Comment by tomxor

10 hours ago

> What is a videogame cheat? [...] an external program that somehow manipulates the game or reads information from the game to provide you with an advantage over others.

This has always interested me when it comes to the need for anti-cheat to exist... For instance with wallhacking, the way most FPS style game engines have always been written means the server sends all player location information to all clients, so it's all there in memory if you can get to it.

But what if your server engine instead only sent relevant player location data to each client, it would be more work, the server would have to do occlusion tests for each player pair, but a bounding box and some reasonable spatial partitioning should make that reasonably efficient. To prevent occlusion lag, e.g players not smoothly appearing around corners, the server can make reasonable predictions with some error margins based on a combination of current player velocities and latencies.

I know this is just one part of cheating, but it seems like all the other ones (manipulating input) is a losing battle anyway. I mean ultimately you can't stop people hooking up the input and display to a completely independent device with computer vision.

This is already done in Valorant at least (and presumably other games I'm not as familiar with). Unfortunately you are strongly limited by network latency. Imagine you're standing up against a wall next to a door. You expect if you step 1 foot sideways to instantly see the entire room and everyone within it. Hence your client already has to know everyone's locations in the room or you will get pop-in. You can limit people's ability to get truly implausible free information, but pretty much any-time someone is rounding a corner there is an unavoidable period of game-breaking free information you have to give the client.

If you look at the bottom gif in this post you can see what a huge advantage a wall-hack still is: https://technology.riotgames.com/news/demolishing-wallhacks-...

>the server would have to do occlusion tests for each player pair, but a bounding box and some reasonable spatial partitioning should make that reasonably efficient.

Shadows and reflections are the hard part. Especially when light can be cast by your own/other players' weapon. It gets even more complicated with ray tracing becoming common.

  • Good point, there's also sound. I suppose ultimately only server side rendering could solve that... although that is a thing now.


Filter these entries down to the lines that hold the word "Baixar", and show each of them.

(Entries from a dataset of interfaces)

··········

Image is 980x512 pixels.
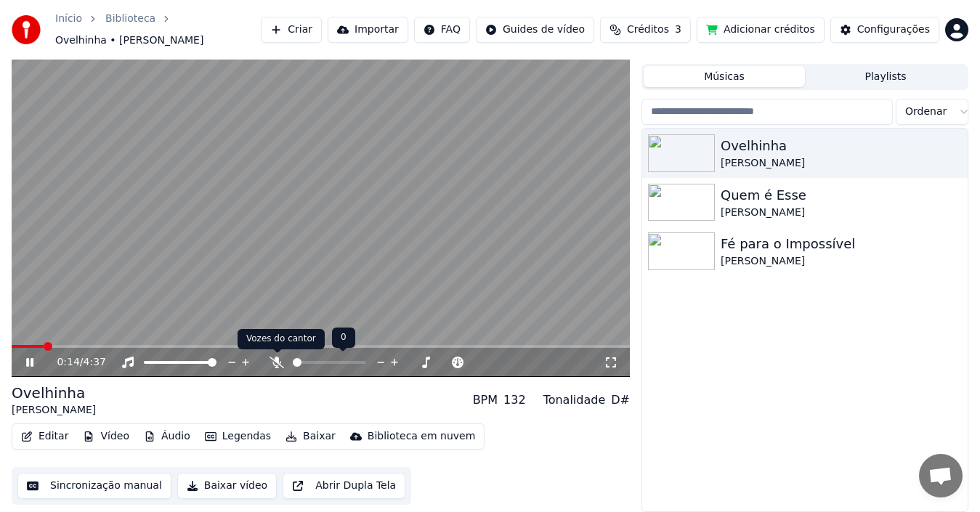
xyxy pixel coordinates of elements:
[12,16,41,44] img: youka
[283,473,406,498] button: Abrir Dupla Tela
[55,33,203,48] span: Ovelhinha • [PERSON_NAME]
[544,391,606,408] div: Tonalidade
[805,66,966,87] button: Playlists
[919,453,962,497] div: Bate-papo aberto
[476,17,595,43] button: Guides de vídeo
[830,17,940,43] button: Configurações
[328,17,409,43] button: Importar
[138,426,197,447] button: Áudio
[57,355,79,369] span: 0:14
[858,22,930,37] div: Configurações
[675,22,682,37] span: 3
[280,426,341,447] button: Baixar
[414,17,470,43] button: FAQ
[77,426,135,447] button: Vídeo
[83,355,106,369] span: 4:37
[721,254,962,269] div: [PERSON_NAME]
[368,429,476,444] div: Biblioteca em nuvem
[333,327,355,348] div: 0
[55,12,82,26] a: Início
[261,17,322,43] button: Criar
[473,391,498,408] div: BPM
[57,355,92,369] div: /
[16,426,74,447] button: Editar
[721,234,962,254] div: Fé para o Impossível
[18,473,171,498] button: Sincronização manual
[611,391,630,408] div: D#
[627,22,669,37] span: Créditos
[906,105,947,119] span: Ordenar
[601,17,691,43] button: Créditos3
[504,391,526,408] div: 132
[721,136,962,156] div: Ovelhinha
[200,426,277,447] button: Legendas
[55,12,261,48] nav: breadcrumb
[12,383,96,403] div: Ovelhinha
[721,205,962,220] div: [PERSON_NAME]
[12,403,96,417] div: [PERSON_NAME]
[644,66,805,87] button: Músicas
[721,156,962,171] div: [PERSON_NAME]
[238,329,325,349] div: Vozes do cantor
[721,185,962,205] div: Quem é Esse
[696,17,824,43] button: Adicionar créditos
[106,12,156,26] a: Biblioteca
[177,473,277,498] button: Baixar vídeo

··········

■ Answer to this exercise:
[280,426,341,447] button: Baixar
[177,473,277,498] button: Baixar vídeo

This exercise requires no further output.